ROUGE is actually a set of metrics, rather than just one. We will cover the main ones that are most likely to be used, starting with ROUGE-N.
ROUGE-N
ROUGE-N measures the number of matching ‘n-grams’ between our model-generated text and a ‘reference’.
An n-gram is simply a grouping of tokens/words. A unigram (1-gram) would consist of a single word. A bigram (2-gram) consists of two consecutive words:
The reference is a human-made best-case output — so for automated summarization is would be a human-made summary of our input text. For machine translation, it would be a professional translation of our input text.
With ROUGE-N, the N represents the n-gram that we are using. For ROUGE-1 we would be measuring the match-rate of unigrams between our model output and reference.
ROUGE-2 and ROUGE-3 would use bigrams and trigrams respectively.
Once we have decided which N to use — we now decide on whether we’d like to calculate the ROUGE recall, precision, or F1 score.
Recall
The recall counts the number of overlapping n-grams found in both the model output and reference — then divides this number by the total number of n-grams in the reference. It looks like this:
This is great for ensuring our model is capturing all of the information contained in the reference — but this isn’t so great at ensuring our model isn’t just pushing out a huge number of words to game the recall score:
Precision
To avoid this we use the precision metric — which is calculated in almost the exact same way, but rather than dividing by the reference n-gram count, we divide by the model n-gram count.

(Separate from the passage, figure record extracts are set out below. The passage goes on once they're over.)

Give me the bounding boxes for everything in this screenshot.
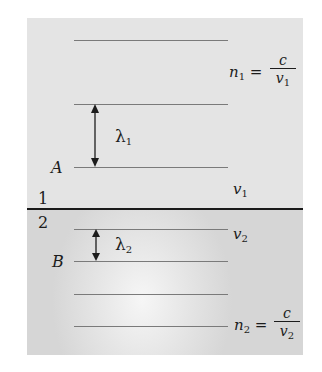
- fraction-numerator: c: [283, 306, 291, 321]
- fraction-denominator: v1: [276, 69, 290, 88]
- wavelength-2-double-arrow-icon: [90, 229, 102, 262]
- refractive-index-1-formula-lhs: n1 =: [229, 65, 262, 82]
- fraction-numerator: c: [279, 53, 287, 68]
- refractive-index-2-formula-lhs: n2 =: [234, 318, 267, 335]
- interface-boundary-line: [27, 208, 303, 210]
- point-b-label: B: [52, 254, 64, 270]
- point-a-label: A: [51, 160, 63, 176]
- wavefront-line-medium-1: [74, 40, 228, 41]
- speed-1-label: v1: [233, 182, 248, 199]
- medium-2-number-label: 2: [38, 215, 48, 231]
- medium-1-region: [27, 18, 303, 210]
- wavelength-1-double-arrow-icon: [89, 104, 101, 168]
- wavelength-1-label: λ1: [115, 128, 132, 147]
- wavelength-2-label: λ2: [115, 236, 132, 255]
- refractive-index-1-fraction: c v1: [270, 53, 296, 88]
- speed-2-label: v2: [233, 227, 248, 244]
- wavefront-line-medium-2: [74, 294, 228, 295]
- fraction-denominator: v2: [280, 322, 294, 341]
- wavefront-line-medium-2: [74, 326, 228, 327]
- medium-1-number-label: 1: [38, 191, 48, 207]
- refractive-index-2-fraction: c v2: [274, 306, 300, 341]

So if we apply this to our previous example, we get a precision score of just 43%:
F1-Score
Now that we both the recall and precision values, we can use them to calculate our ROUGE F1 score like so:
Let’s apply that again to our previous example:
That gives us a reliable measure of our model performance that relies not only on the model capturing as many words as possible (recall) but doing so without outputting irrelevant words (precision).
ROUGE-L
ROUGE-L measures the longest common subsequence (LCS) between our model output and reference. All this means is that we count the longest sequence of tokens that is shared between both:
The idea here is that a longer shared sequence would indicate more similarity between the two sequences. We can apply our recall and precision calculations just like before — but this time we replace the match with LCS:
ROUGE-S
The final ROUGE metric we will look at is the ROUGE-S — or skip-gram concurrence metric.

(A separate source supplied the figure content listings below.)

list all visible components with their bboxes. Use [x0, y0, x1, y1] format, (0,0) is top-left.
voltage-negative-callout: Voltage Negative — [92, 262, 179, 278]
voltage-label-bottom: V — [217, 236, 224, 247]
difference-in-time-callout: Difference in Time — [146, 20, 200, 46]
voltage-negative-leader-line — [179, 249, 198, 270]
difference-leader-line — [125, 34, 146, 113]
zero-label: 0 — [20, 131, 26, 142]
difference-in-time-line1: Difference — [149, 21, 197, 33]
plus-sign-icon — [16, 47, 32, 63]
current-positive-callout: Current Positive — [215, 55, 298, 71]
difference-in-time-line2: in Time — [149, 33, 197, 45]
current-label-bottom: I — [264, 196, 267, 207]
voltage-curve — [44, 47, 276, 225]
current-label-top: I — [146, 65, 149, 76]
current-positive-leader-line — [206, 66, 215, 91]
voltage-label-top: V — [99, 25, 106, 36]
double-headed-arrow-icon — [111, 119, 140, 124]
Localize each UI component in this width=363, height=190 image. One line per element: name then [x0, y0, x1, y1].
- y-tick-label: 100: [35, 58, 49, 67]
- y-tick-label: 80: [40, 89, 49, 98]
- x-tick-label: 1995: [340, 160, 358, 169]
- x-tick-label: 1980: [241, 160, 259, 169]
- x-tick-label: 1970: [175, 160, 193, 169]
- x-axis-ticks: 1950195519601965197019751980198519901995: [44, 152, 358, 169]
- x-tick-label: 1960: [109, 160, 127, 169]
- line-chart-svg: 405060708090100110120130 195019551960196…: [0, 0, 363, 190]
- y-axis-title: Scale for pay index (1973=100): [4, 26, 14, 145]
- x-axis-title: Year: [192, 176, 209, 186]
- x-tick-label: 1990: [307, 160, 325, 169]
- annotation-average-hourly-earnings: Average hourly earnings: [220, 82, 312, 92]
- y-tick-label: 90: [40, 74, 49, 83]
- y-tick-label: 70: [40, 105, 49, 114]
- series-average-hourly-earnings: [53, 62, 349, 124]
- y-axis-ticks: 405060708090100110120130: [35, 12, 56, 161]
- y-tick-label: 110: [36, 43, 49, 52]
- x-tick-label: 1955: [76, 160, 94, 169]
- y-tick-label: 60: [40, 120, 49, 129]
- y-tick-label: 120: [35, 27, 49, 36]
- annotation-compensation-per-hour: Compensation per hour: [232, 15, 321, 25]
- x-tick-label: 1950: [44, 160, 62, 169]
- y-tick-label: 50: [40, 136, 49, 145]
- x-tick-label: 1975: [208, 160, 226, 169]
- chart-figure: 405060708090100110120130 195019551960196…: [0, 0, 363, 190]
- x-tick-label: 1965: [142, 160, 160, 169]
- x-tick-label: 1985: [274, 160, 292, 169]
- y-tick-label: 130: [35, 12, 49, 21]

Now, this metric seems to be much less popular than ROUGE-N and ROUGE-L covered already — but it’s worth being aware of what it does.

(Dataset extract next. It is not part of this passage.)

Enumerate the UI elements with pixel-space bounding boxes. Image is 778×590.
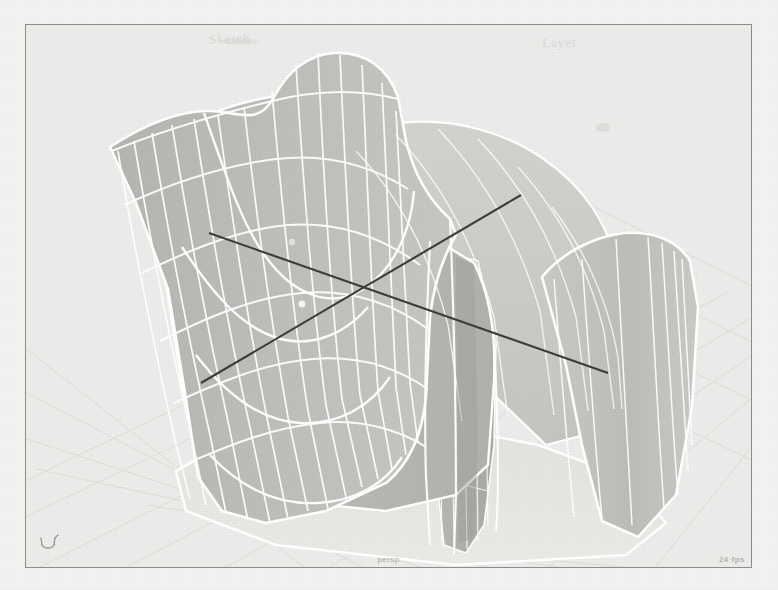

Using the skip-gram metric allows us to search for consecutive words from the reference text, that appear in the model output but are separated by one-or-more other words.
So, if we took the bigram “the fox”, our original ROUGE-2 metric would only match this if this exact sequence was found in the model output. If the model instead outputs “the brown fox” — no match would be found.
ROUGE-S allows us to add a degree of leniency to our n-gram matching. For our bigram example we could match by using a skip-bigram measure:
After calculating our recall and precision, we can calculate the F1 score too just as we did before.
Cons
ROUGE is a great evaluation metric but comes with some drawbacks. In-particular, ROUGE does not cater for different words that have the same meaning — as it measures syntactical matches rather than semantics.
So, if we had two sequences that had the same meaning — but used different words to express that meaning — they could be assigned a low ROUGE score.
This can be offset slightly by using several references and taking the average score, but this will not solve the problem entirely.
Nonetheless, it’s a good metric for assessing both machine translation and automatic summarization tasks and is very popular for both.